Clients were shifted around Dentsu Aegis’s Melbourne HQ Emerald House.

As a general statement, most of the transition went well, with few complaints (the most notable being Simplot, which left last year after first being shifted to full-service agency Huckleberry and then balking at a move to Carat following the Huckleberry’s closure in 2015) and Mitchell & Partners has managed to successfully rebrand to Dentsu Mitchellwhile also being strengthened by picking up the Federal Government account somewhat unexpectedly.

In building out Carat some of the changes were superficial such as the rebranding of the Mitchells office in Brisbane as Carat, while others did see a number of major clients move agencies and staff shift as Carat swelled from a media agency with $200m in billings to one which has claimed billings of $1.3bn.

Littlefield, with his management and finance background, was also tasked with making key strategic acquisitions for the group in order to build out something he called “The Operating Model”.

BWM Dentsu

Key acquisitions included buying creative agency BWM.

He bought the BWM and turned it into BWM Dentsu in order to build out the group’s creative credentials, and also bought Soap Creative aligning it with Isobar and helping build its strength in digital.

All of this was designed to get the group to a point where under the “Operating Model” a client can come in under the auspices of one business but then be offered other services from other parts of the group as needed, similar to the methods employed by other large holding groups.

As a proposition “The Operating Model” still has some ways to go in terms of getting traction and understanding across the market (indeed, don’t be surprised if under Ryan the language shifts) and it perhaps highlights one of Littlefield’s weaknesses and why they have now made a leadership shift.

Under Harold Mitchell, the advertising group would always make its presence felt in market.

Harold was never shy of a headline but Littlefield has been far more low key than his group head peers Henry Tajer, Leigh Terry and John Steedman, and indeed his biggest headline was for a misstep when The Australian quoted him in the midst of the Mediacom misreporting scandal on the topic “value banks”. The agency boss would, subsequently, claim he had been misquoted and that the group did not participate in “value banks” but instead it did something called “mutual value creation” (the precise difference between the two concepts has never been clear). 

Ultimately Harold was also master networker and held a lot of key relationships that kept some major clients on the hook for years.
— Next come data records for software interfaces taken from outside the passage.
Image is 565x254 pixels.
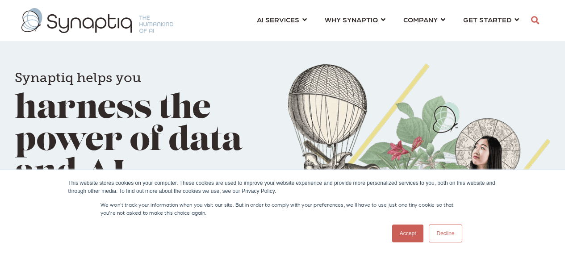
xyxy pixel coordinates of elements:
span: WHY SYNAPTIQ [325,13,378,25]
a: Accept [392,225,424,243]
a: WHY SYNAPTIQ [325,11,385,28]
a: GET STARTED [463,11,519,28]
a: COMPANY [403,11,445,28]
span: COMPANY [403,13,438,25]
p: We won't track your information when you visit our site. But in order to comply with your prefere... [100,201,465,217]
span: AI SERVICES [257,13,299,25]
div: This website stores cookies on your computer. These cookies are used to improve your website expe... [68,179,497,195]
a: AI SERVICES [257,11,307,28]
h1: harness the power of data and AI [15,58,277,190]
span: Synaptiq helps you [15,70,141,86]
span: GET STARTED [463,13,511,25]
img: synaptiq logo-1 [21,8,173,33]
a: Decline [429,225,462,243]
nav: menu [248,4,528,37]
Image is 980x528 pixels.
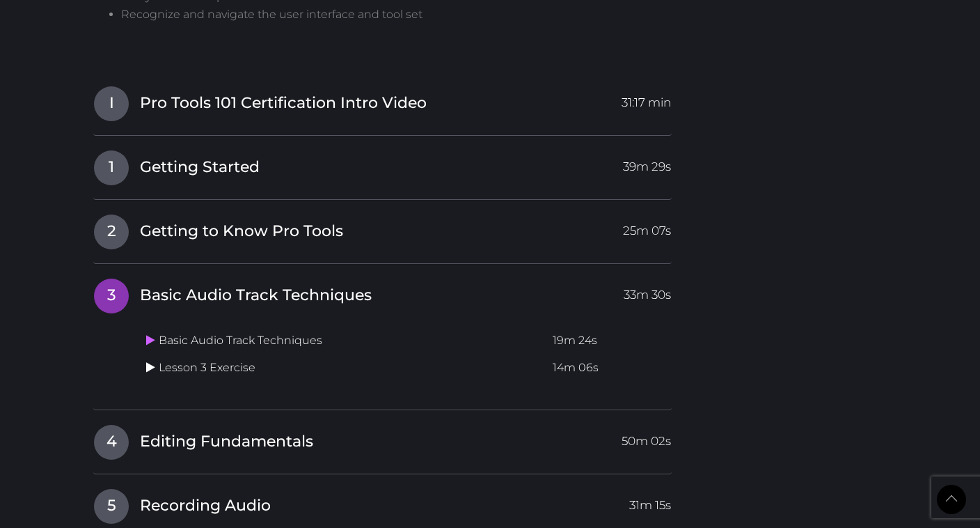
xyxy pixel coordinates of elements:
span: Getting Started [140,157,260,178]
td: 19m 24s [548,327,671,354]
td: Lesson 3 Exercise [141,354,548,382]
span: Basic Audio Track Techniques [140,285,371,306]
span: 33m 30s [624,279,671,304]
span: 39m 29s [623,151,671,175]
span: 3 [94,279,129,314]
td: 14m 06s [548,354,671,382]
a: IPro Tools 101 Certification Intro Video31:17 min [94,85,672,115]
span: 1 [94,151,129,185]
a: 1Getting Started39m 29s [94,150,672,179]
a: 4Editing Fundamentals50m 02s [94,424,672,453]
td: Basic Audio Track Techniques [141,327,548,354]
span: 31:17 min [622,86,671,112]
span: 50m 02s [622,425,671,450]
span: Editing Fundamentals [140,432,313,453]
span: Pro Tools 101 Certification Intro Video [140,93,427,115]
span: 2 [94,214,129,249]
li: Recognize and navigate the user interface and tool set [121,5,684,24]
a: 5Recording Audio31m 15s [94,488,672,518]
span: 5 [94,489,129,524]
a: 2Getting to Know Pro Tools25m 07s [94,214,672,244]
span: Getting to Know Pro Tools [140,221,343,243]
span: 31m 15s [629,489,671,514]
span: Recording Audio [140,495,271,517]
span: I [94,86,129,121]
span: 25m 07s [623,214,671,240]
a: Back to Top [937,485,966,514]
a: 3Basic Audio Track Techniques33m 30s [94,278,672,307]
span: 4 [94,425,129,460]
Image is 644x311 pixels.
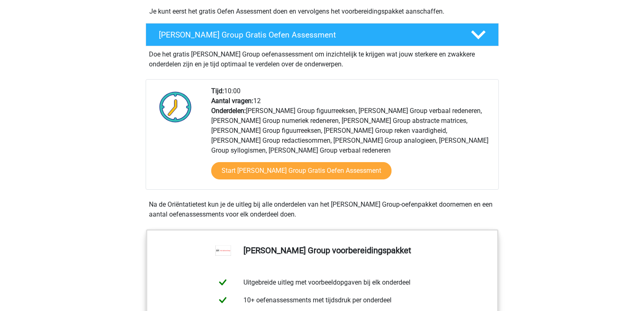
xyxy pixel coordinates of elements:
img: Klok [155,86,196,127]
div: 10:00 12 [PERSON_NAME] Group figuurreeksen, [PERSON_NAME] Group verbaal redeneren, [PERSON_NAME] ... [205,86,498,189]
b: Aantal vragen: [211,97,253,105]
div: Na de Oriëntatietest kun je de uitleg bij alle onderdelen van het [PERSON_NAME] Group-oefenpakket... [145,200,499,220]
a: [PERSON_NAME] Group Gratis Oefen Assessment [142,23,502,46]
b: Onderdelen: [211,107,246,114]
a: Start [PERSON_NAME] Group Gratis Oefen Assessment [211,162,392,179]
div: Doe het gratis [PERSON_NAME] Group oefenassessment om inzichtelijk te krijgen wat jouw sterkere e... [145,46,499,69]
b: Tijd: [211,87,224,95]
h4: [PERSON_NAME] Group Gratis Oefen Assessment [159,30,457,40]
It’s not clear that Littlefield had the same depth of relationships, particularly on the media owner side (to be fair to Littlefield, there aren’t many people in market who do).

We can definitely expect Ryan to be far more visible with his profile and bring some good relationships to bear as well.

Ryan takes the reins

Simon Ryan now takes charge of one of the big five advertising holding groups, at a relatively young age.

Simon Ryan CEO,

Simon Ryan is likely to continue an aggressive new business push.

If history is any indicator he is likely to be aggressive in market, especially around chasing new business and will likely seek to challenge both GroupM’s place as the largest holding group and also OMD’s place as the largest single media agency.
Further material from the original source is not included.